The white tree above Oakey Grove
I felt very tired after yesterday's journeys and all the catching up with extended family. I started today slowly, which allowed time for the rain to clear and then the wind to pick up speed. In fact it became very gusty with containers flying around the garden at one point this afternoon. It still felt mild out of the wind and there was lots of sunshine as the day wore on. At one point a walker with his dog passed behind the hedge and I noticed the Golden Labrador examining the exit holes of the sett. The dog running in the field is a different one.
I have been waiting to find a good day to blip this view, and it is one of my favourite times of the year when I notice this tree blossoming so vividly in the rather bare landscape at the end of winter. Spring will be soon is the message for me.

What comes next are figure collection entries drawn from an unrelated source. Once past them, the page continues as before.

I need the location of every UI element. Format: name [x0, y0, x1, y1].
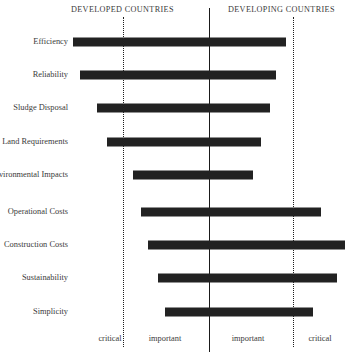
- bar: [73, 38, 286, 47]
- group-header-developed: DEVELOPED COUNTRIES: [71, 5, 174, 14]
- axis-tick-label: important: [232, 334, 265, 343]
- diverging-bar-chart: DEVELOPED COUNTRIES DEVELOPING COUNTRIES…: [0, 0, 356, 359]
- axis-tick-label: critical: [308, 334, 331, 343]
- bar: [97, 104, 270, 113]
- category-label: Operational Costs: [8, 208, 68, 216]
- reference-line-left-critical: [123, 17, 124, 347]
- category-label: Simplicity: [33, 308, 68, 316]
- axis-tick-label: important: [149, 334, 182, 343]
- bar: [133, 171, 253, 180]
- center-axis-line: [209, 8, 210, 352]
- category-label: Construction Costs: [4, 241, 68, 249]
- bar: [158, 274, 337, 283]
- bar: [148, 241, 345, 250]
- category-label: Sustainability: [22, 274, 68, 282]
- reference-line-right-critical: [293, 17, 294, 347]
- category-label: Sludge Disposal: [13, 104, 68, 112]
- bar: [165, 308, 313, 317]
- category-label: Land Requirements: [2, 138, 68, 146]
- bar: [80, 71, 276, 80]
- bar: [141, 208, 321, 217]
- group-header-developing: DEVELOPING COUNTRIES: [228, 5, 335, 14]
- category-label: Efficiency: [33, 38, 68, 46]
- category-label: Environmental Impacts: [0, 171, 68, 179]
- bar: [107, 138, 261, 147]
- axis-tick-label: critical: [98, 334, 121, 343]
- category-label: Reliability: [33, 71, 68, 79]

I have been trying for several years to identify it, as it does not appear to actually be a Blackthorn as one might presume. I have asked several friends who know more about botany than I do to take a close look. The fruits and seeds are unusual. I wonder whether it was introduced by the badgers having eaten fruit on their wanderings around the back gardens round here and then passed the seed onto the hedgebank, which you can see it is growing on.
The badger sett is very large there, cleverly choosing s a point where the soil is very sandy and easy to burrow into. I often walk there and the tree has several points of growth from the parts of the sett. You can see the extent of the sett this side of the hedge which never becomes ploughed and the cattle who graze the wood and pasture land don't seem to go there either. The rest of the hedgerow doesn't have any other examples of the tree, although the fields have been as they are now for at least three centuries, so one would have expected the tree to spread.
I was standing to take this picture at the bottom of our garden looking south-eastwards towards The Heavens, which is an area above the far woodland. The branches on the right foreground are from the old sycamore tree, which I am standing in the middle of its several trunks. In the foreground you can just see what appear to be twigs, but are in fact the tops of a large oak tree which is growing beside the Lime Brook just down the hull from our garden. The trees in the bushes towards the left are actually on the other side of the stream, where the old Way, the remnants of an ancient holloway, runs down to Bowbridge. Those tree are growing in the garden of the WayHouse, the site of a group of houses, barns and gardens dating from at least 1600, which was finally pulled down in the 1950s.
The trees at the lower right are in Oakey Grove, which straddles another stream running down a side valley from The Heavens, where a big spring gushes out of the ground all year round. From there the valleys rises up to where the badger sett is.
At night, I sometimes hear the badger calls coming from exactly this point across the valleys, but I don't think they are the ones who visit our back garden regularly. I'm hoping to catch a blip of the badgers in the garden when summer arrives. I have photographed already them from my rear windows, but if I am in the cabin they probably won't smell me and I can surprise them at close range.